I'm not asking you to go Rob Calabrie's here and give me your complete evaluation on Zach, but from your guys eyes, what's different about him here that second summer because one of the things that I caught my eyes again today was that it seemed like you're gone Temple and maybe last year at this time, that's not something you guys are doing where he maybe he's processing the play and take some time to hear what's coming in from La fleur, but he really seems like he's getting
to the line quicker and going through everything quicker and hitting your guys. Yeah, it's and it goes back to too, even with our receiver room familiarity, just hearing the play calls here and here in the concepts knowing them. The more you do anything, you know ten thousand hour, The more you do anything, and the more you are practicing
the right way, the better you get. So uh, not only him, but our entire receiver room, our entire offensive line, everyone hearing it another year and being able to digest what they're hearing from from the huddle, uh, and being able to execute it. Because you've had those looks. You have memories in your head of what happened the last time I faced this look, or I faced faced this
coverage and this leverage in front of me. Um, you can go back to those memories and and kind of figure out answers faster than you did when it's the first time you're hearing it versus the first look that you're seeing. All Right, you gotta roll. You've been gracious with your time. I gotta get a quick one in though. UM with Zach Robert Sali was talking about the second play. There's the first play and then there's the sec can
play when he breaks the pocket. Um. From receiver's view, what do you guys have to do when you see the athletic guy get out? What's what's the move next?

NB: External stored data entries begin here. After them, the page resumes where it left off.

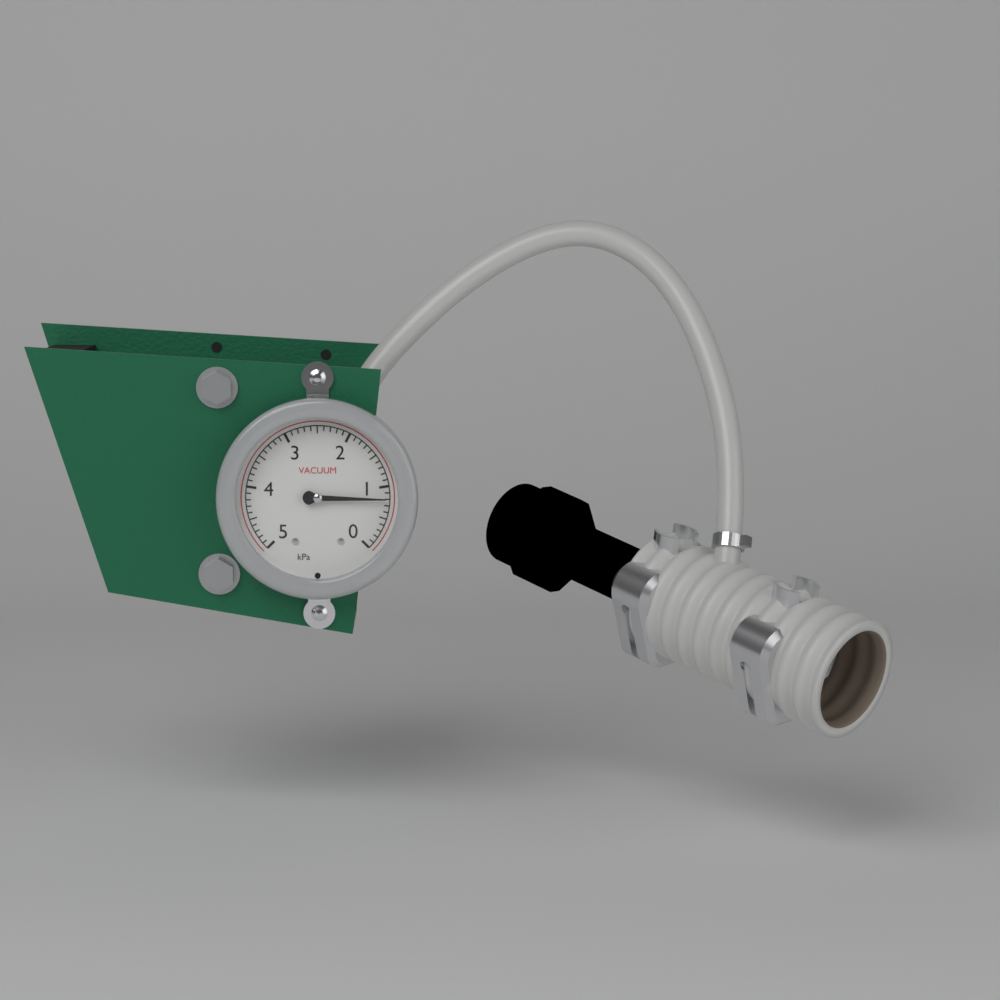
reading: 0.8 kPa
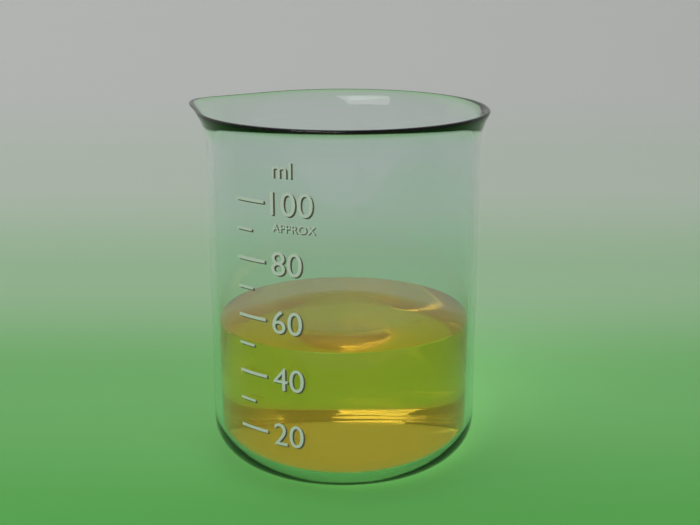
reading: 50 ml
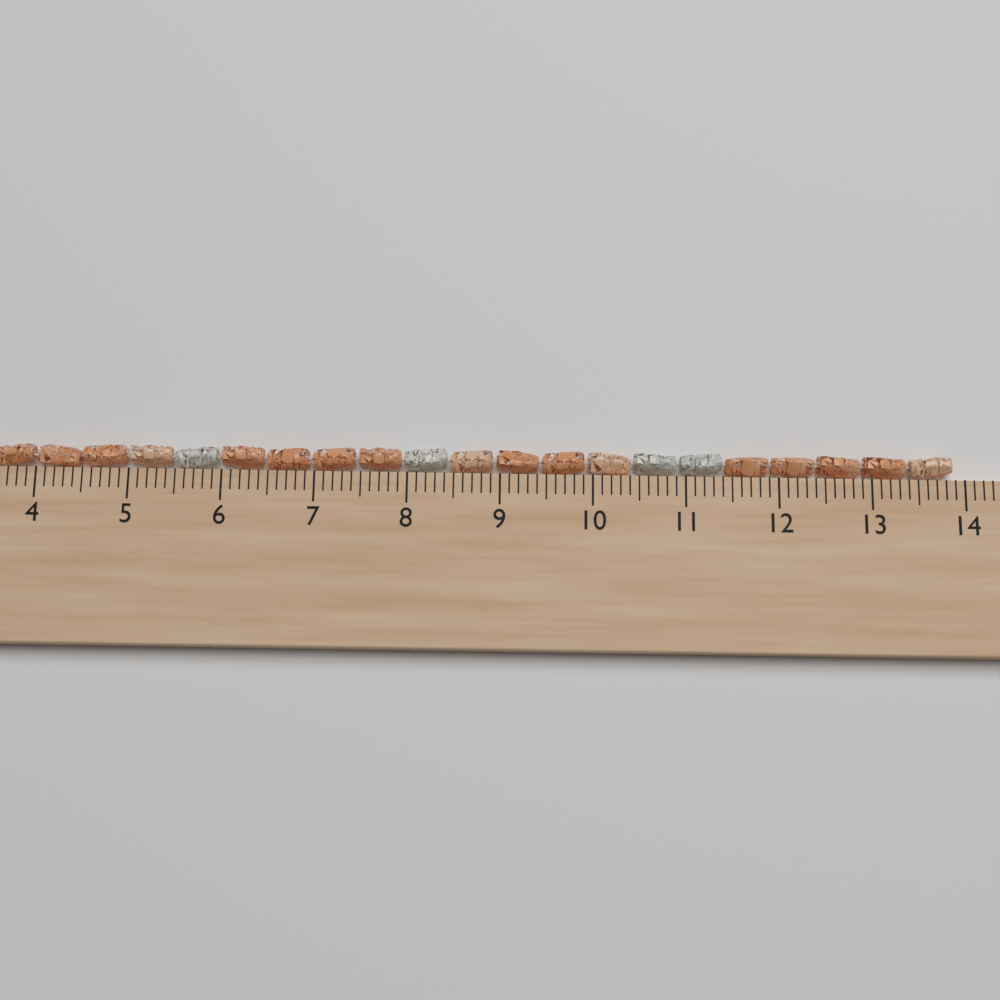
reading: 13.9 cm
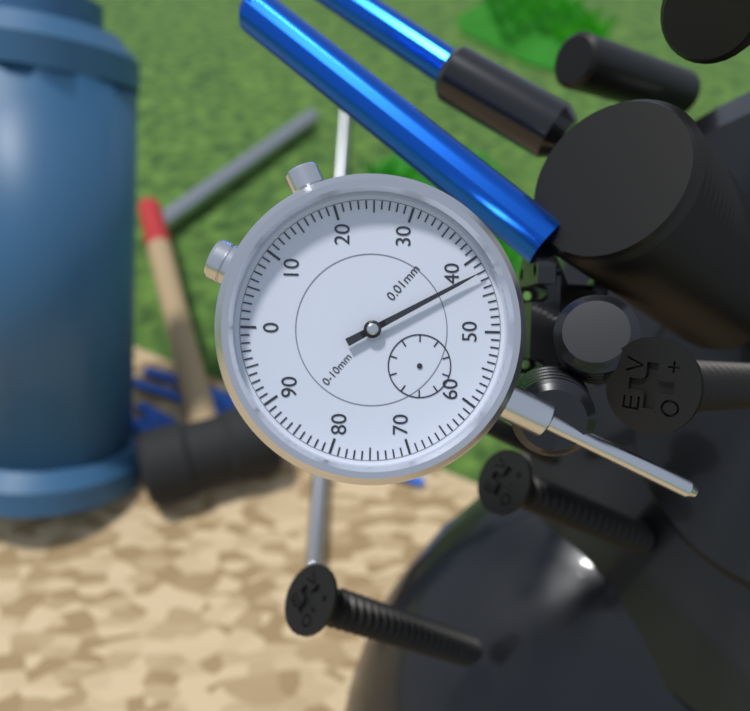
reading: 0.42 mm
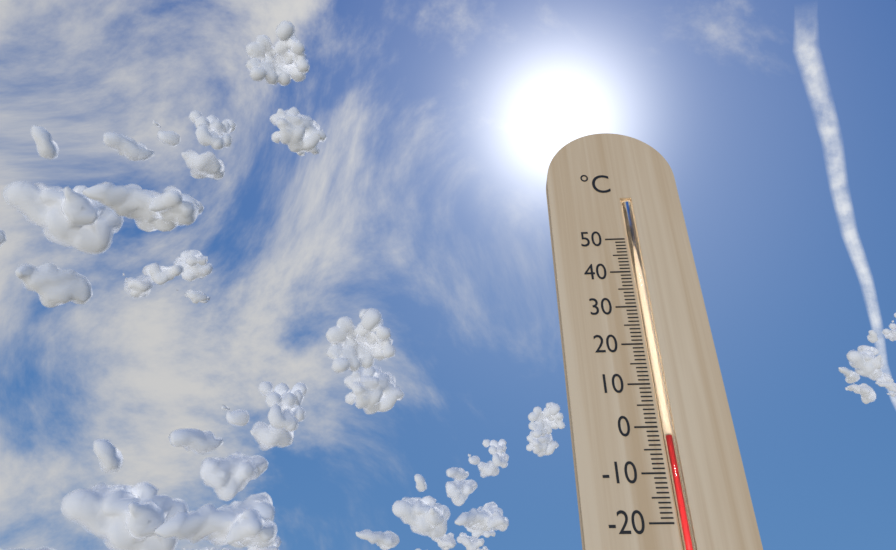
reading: -2 °C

They're like just general rules. A lot of times when when ball scrambles out right, you're obviously trying to find space out there, uh, and you're trying to find that space again, kind of like I was saying almost with Garrett, within the confines of how we're all going to get there, So without getting in too much too uh specifics, there's spaces we have to get to based on how we're
running there or who's in what spot. So every time, uh, that Zach ever does break out the pocket, it's a great way we can practice those rules and kind of tweak them as we go or realize, oh, I should have came down on this one, or I should have ran, I should have taken the top off first, this look on the sideline, and I thought, Elijah is uh playing. It was a great example of like what to do kind of when a play breaks down. So we're getting
repsitted every single day. So, uh, those second plays happened pretty often in games. You know a lot of guys, a lot of big, good quarterbacks out there kind of make their hay on on those second second places. So hopefully we can be one of those teams that they can make something out of those as well. Yeah, I appreciate your time and hopefully we can catch up again real soon. It sounds good. Thank you, thanks for having me.